Dahlia's face twisted. For one heartbeat—one impossible moment—something human surfaced in her eyes. Grief. Guilt. The recognition of what she'd destroyed.
Then it vanished, and fury replaced it.
"You know NOTHING." Her voice went shrill, the grandmother warmth curdling into something ugly. "You've been in my town for one day and you think you understand—"
The Incubus screamed.
The sound wasn't physical.
It passed through ears and skull and consciousness, a psychic wail that dropped Dominic to his knees and sent Dahlia staggering backward. Above the platform, the forming god-shape convulsed—shadows and fire twisting into configurations that hurt to perceive, lashing out at the ritual framework that was supposed to contain it.
"No." Dahlia's confidence evaporated. "No, that's not— the convergence isn't complete, you can't manifest yet—"
The Incubus didn't listen.
Something had gone wrong. Dominic's interference, his memory-dive into Dahlia's trauma, his refusal to provide the Flauros—some combination had disrupted the ritual's careful balance. The god was being born premature, uncontained, and it was angry.
A tendril of wrong-colored light lashed toward him. He rolled aside, Soul Armament flaring into a shield that deflected the attack but didn't stop it entirely. The impact sent him sliding across the floor, his shoulder slamming into one of the candle formations.
"The Flauros!" Dahlia screamed. "Use the Flauros! It will contain—"
"No."
Another tendril, this one aimed at Dahlia herself. She dove aside with more agility than her age should have allowed, but the near-miss left scorch marks on her robes.
The lighthouse shook. Cracks appeared in the walls, running through the careful symbol-work, breaking the containment that had taken years to establish. Through the gaps, wrong-colored light poured in—the Otherworld bleeding through, reality coming apart at the seams.
Cheryl's platform began to tilt.
He moved without thinking. Soul Armament reforming around his legs, giving him the speed to cross the chamber in seconds, reaching the platform just as Cheryl began to slide. His arms caught her—small and warm and alive, her heartbeat steady against his chest.
"Daddy?" Her eyes fluttered open. Her voice was confused, drugged, not quite present. "Daddy, what's happening?"

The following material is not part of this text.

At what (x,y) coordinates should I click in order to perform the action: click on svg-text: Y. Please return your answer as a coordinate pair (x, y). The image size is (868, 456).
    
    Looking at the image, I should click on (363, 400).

"I've got you." He pulled her close, backing away from the convulsing Incubus. "I've got you, sweetheart. Just hold on."
Above them, the god-shape screamed again. More tendrils lashed out, indiscriminate now—destroying candles, shattering windows, tearing through walls that should have been solid stone. Dahlia shouted commands that went unheard, her control over the ritual completely broken.

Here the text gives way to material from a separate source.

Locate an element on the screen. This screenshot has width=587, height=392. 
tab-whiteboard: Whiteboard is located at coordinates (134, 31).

And through the chaos, Dominic saw Cheryl's eyes change.
One moment, hazel. His daughter's color. The next—
Dark. Bottomless. Ancient and agonized and impossibly young all at once.
"Daddy." The voice that came from Cheryl's mouth wasn't quite hers. Layered. Harmonic. Two girls speaking in perfect unison. "It hurts. Make it stop hurting."
Alessa.
The merger was happening despite the ritual's collapse. Two halves of one soul, finally close enough to remember they'd been separated. The god was failing to manifest properly, but the girls—the girls were coming together anyway.
"I know it hurts." He kept his voice steady, even as the lighthouse tore itself apart around them. "I know everything hurts. But I'm here now. I'm going to help you."
"Promise?"
"I promise."
Cheryl's face—Alessa's face—stared up at him with eyes that held decades of suffering. And somewhere in that gaze, buried beneath all the pain, he saw something he hadn't expected.
Hope.
The lighthouse split like a cracked egg. Walls fell outward, candles scattered into the darkness, and the Incubus's malformed shape began to dissolve as the ritual energy that had sustained it hemorrhaged into the Otherworld.
Through the chaos, Dominic held his daughter—his daughters—and refused to let go.
The beacon finally went dark.
quick update: unwrittenrealm.com has bonus chapters and the story translated into 14 languages. no paywall for the translations, they stay free once unlocked.